Vengamanaidu Modepalli

Photosynthetic anemones do something that was thought to be limited to plants until now: they orient themselves towards the sun, following its daily movement across the sky. These are the first known “heliotropic” animals.

Vengamanaidu Modepalli at the Marine Biological Association in Plymouth, UK, noticed that the snakelocks anemones (Anemonia viridis) in an aquarium at his institute were all pointing their tentacles towards the sun streaming in through a nearby window. When Modepalli closed the shutter, the anemones’ tentacles promptly fell into a disordered tangle. They perked up again within minutes once the shutter was reopened.

Snakelocks anemones host symbiotic algae (Symbiodinium) in their tissues, much like coral do. These algae use photosynthesis to supply food to their animal partner.

To see if these anemones responded to the sun similarly in their natural habitat, Modepalli and his colleagues filmed them in intertidal rock pools over the course of a day and found that the anemones tracked the sun’s position with their tentacles. The animals also did the same thing with a slowly moving light source in a laboratory tank.

Further experiments subjecting the anemones to different colours of light revealed that, just like sun-tracking plants, the anemones’ movements are primarily influenced by blue light wavelengths, which are highly absorbed in photosynthesis. When the team bleached the anemones, removing their algal partners, the number of tentacles pointing towards blue light fell from about 61 per cent to nearly none at all.

“[The bleached anemone] didn’t show any behaviour, it was completely lost,” says Modepalli.

The algae produce highly reactive oxygen-based chemicals during photosynthesis, and Modepalli thinks the build-up of these compounds in the anemones’ tissues could be one way sunlight is triggering the animals’ tentacles to move. But this idea needs to be tested.
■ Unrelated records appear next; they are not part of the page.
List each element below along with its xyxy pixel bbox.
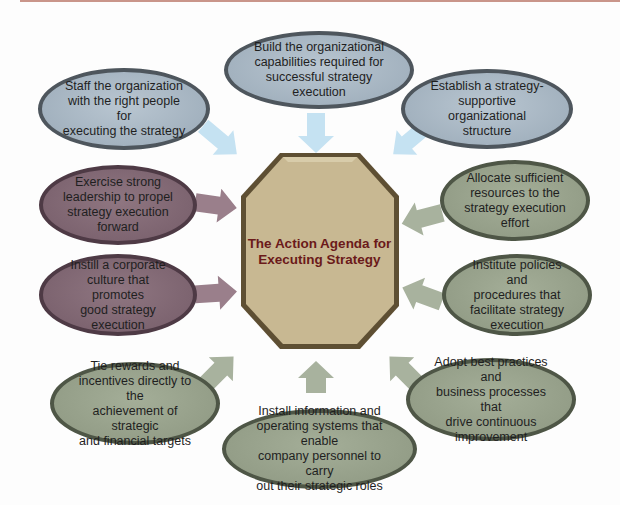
node-institute-policies: Institute policies and procedures that f… [442,254,592,336]
node-adopt-best-practices: Adopt best practices and business proces… [406,358,576,441]
node-text-line: improvement [428,430,554,445]
arrow-right-icon [194,275,238,312]
node-text-line: business processes that [428,385,554,415]
node-text-line: execution [464,318,570,333]
node-text-line: culture that promotes [61,273,175,303]
node-allocate-resources: Allocate sufficient resources to the str… [440,160,590,241]
node-exercise-leadership: Exercise strong leadership to propel str… [39,165,197,245]
node-text-line: executing the strategy [60,124,188,139]
node-text-line: achievement of strategic [72,404,198,434]
node-text-line: Build the organizational [246,40,392,55]
arrow-left-icon [397,272,448,318]
node-text-line: Tie rewards and [72,359,198,374]
node-text-line: strategy execution [63,205,173,220]
node-text-line: supportive organizational [423,94,551,124]
node-text-line: capabilities required for [246,55,392,70]
arrow-down-icon [298,113,334,153]
arrow-right-icon [193,185,239,225]
action-agenda-diagram: The Action Agenda for Executing Strategy… [0,0,620,505]
node-staff-organization: Staff the organization with the right pe… [38,68,210,150]
node-text-line: Adopt best practices and [428,355,554,385]
node-text-line: procedures that [464,288,570,303]
node-text-line: Install information and [244,404,395,419]
node-text-line: drive continuous [428,415,554,430]
node-establish-structure: Establish a strategy- supportive organiz… [401,69,573,149]
node-text-line: and financial targets [72,434,198,449]
node-text-line: good strategy [61,303,175,318]
node-text-line: out their strategic roles [244,479,395,494]
node-build-capabilities: Build the organizational capabilities re… [224,31,414,109]
arrow-up-icon [298,361,334,393]
node-text-line: Exercise strong [63,175,173,190]
node-text-line: Allocate sufficient [464,171,565,186]
node-tie-rewards: Tie rewards and incentives directly to t… [50,362,220,445]
node-install-systems: Install information and operating system… [222,409,417,489]
node-text-line: leadership to propel [63,190,173,205]
node-text-line: with the right people for [60,94,188,124]
node-text-line: Establish a strategy- [423,79,551,94]
node-text-line: Instill a corporate [61,258,175,273]
node-text-line: Institute policies and [464,258,570,288]
node-text-line: resources to the [464,186,565,201]
node-text-line: execution [61,318,175,333]
node-text-line: Staff the organization [60,79,188,94]
node-text-line: strategy execution [464,201,565,216]
node-text-line: facilitate strategy [464,303,570,318]
center-title: The Action Agenda for Executing Strategy [242,155,397,348]
node-text-line: incentives directly to the [72,374,198,404]
node-text-line: operating systems that enable [244,419,395,449]
node-text-line: forward [63,220,173,235]
node-text-line: company personnel to carry [244,449,395,479]
node-text-line: effort [464,216,565,231]
node-text-line: successful strategy execution [246,70,392,100]
node-text-line: structure [423,124,551,139]
node-instill-culture: Instill a corporate culture that promote… [39,254,197,336]
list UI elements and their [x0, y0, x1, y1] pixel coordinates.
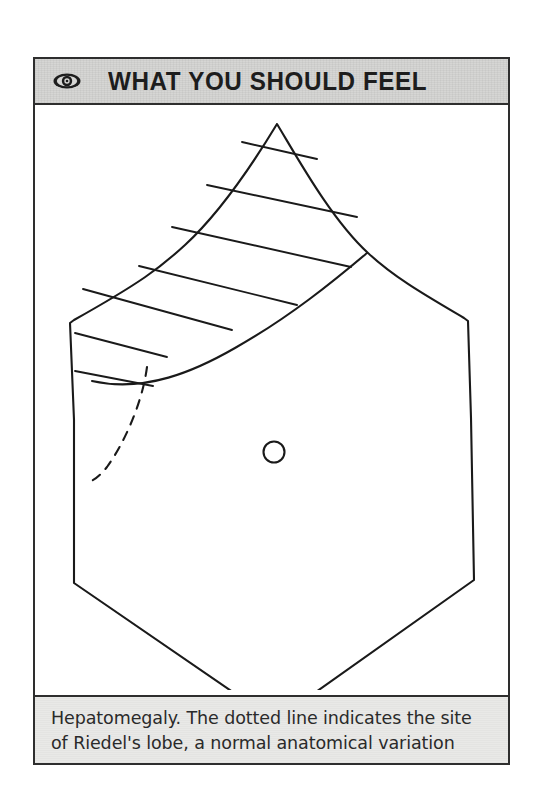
eye-icon	[52, 71, 82, 91]
figure-caption-band: Hepatomegaly. The dotted line indicates …	[35, 695, 508, 763]
figure-header-band: WHAT YOU SHOULD FEEL	[35, 59, 508, 105]
liver-hatching	[75, 142, 357, 386]
figure-header-title: WHAT YOU SHOULD FEEL	[108, 67, 427, 96]
illustration-panel	[35, 105, 508, 695]
umbilicus-marker	[264, 442, 285, 463]
figure-caption-text: Hepatomegaly. The dotted line indicates …	[51, 706, 492, 756]
torso-outline	[70, 124, 474, 690]
hatch-line	[139, 266, 297, 305]
hatch-line	[242, 142, 317, 159]
hatch-line	[207, 185, 357, 217]
anatomy-diagram	[35, 105, 508, 690]
hatch-line	[172, 227, 351, 267]
hatch-line	[75, 333, 167, 357]
hatch-line	[83, 289, 232, 330]
figure-box: WHAT YOU SHOULD FEEL	[33, 57, 510, 765]
liver-outline	[92, 253, 367, 384]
Some other anemones, jellies and other animals were known to exhibit phototaxis, where they move their bodies closer to a source of light. But the snakelocks anemones are the first to show stationary sun-tracking behaviour. Modepalli thinks it may be a useful adaptation in the cramped rock pool habitat, where it is difficult to move to get more or less sun exposure for optimising photosynthesis. Lacking the ability to move, plants also evolved to do this.
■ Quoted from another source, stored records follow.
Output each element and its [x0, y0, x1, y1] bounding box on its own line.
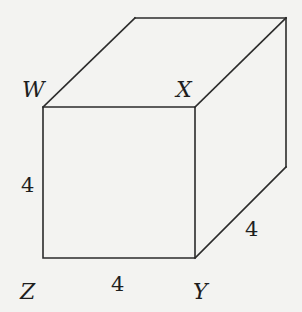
vertex-label-y: Y — [193, 279, 210, 304]
front-face — [43, 107, 195, 258]
edge-top-left-depth — [43, 18, 135, 107]
vertex-label-x: X — [174, 77, 193, 102]
dimension-label-depth: 4 — [245, 217, 258, 241]
cube-diagram: W X Z Y 4 4 4 — [0, 0, 302, 312]
edge-bottom-right-depth — [195, 167, 286, 258]
dimension-label-height: 4 — [21, 173, 34, 197]
edge-top-right-depth — [195, 18, 286, 107]
vertex-label-z: Z — [19, 279, 36, 304]
dimension-label-width: 4 — [111, 272, 124, 296]
vertex-label-w: W — [22, 77, 47, 102]
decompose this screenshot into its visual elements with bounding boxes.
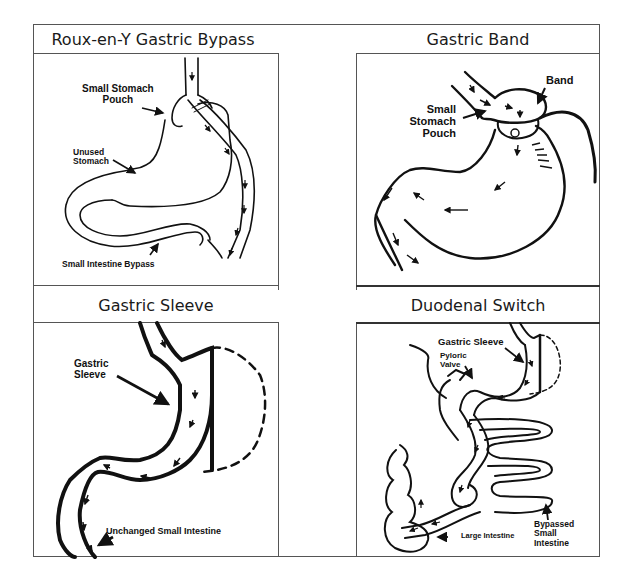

“Both are doing photosynthesis and showing the same kind of behaviour,” says Modepalli. “It looks like if you expose these organisms to a similar environmental pressure, they [evolve] similar behaviours.”

Snakelocks anemones probably aren’t alone in this ability, says Claudia Pogoreutz at the University of Perpignan Via Domitia in France, who wasn’t involved in the research.

“I would expect that heliotropism is likely universal to the photosymbiotic lifestyle rather than the species of sea anemone targeted,” she says. Conducting similar experiments in other anemone species could potentially reveal more sun-tracking behaviour.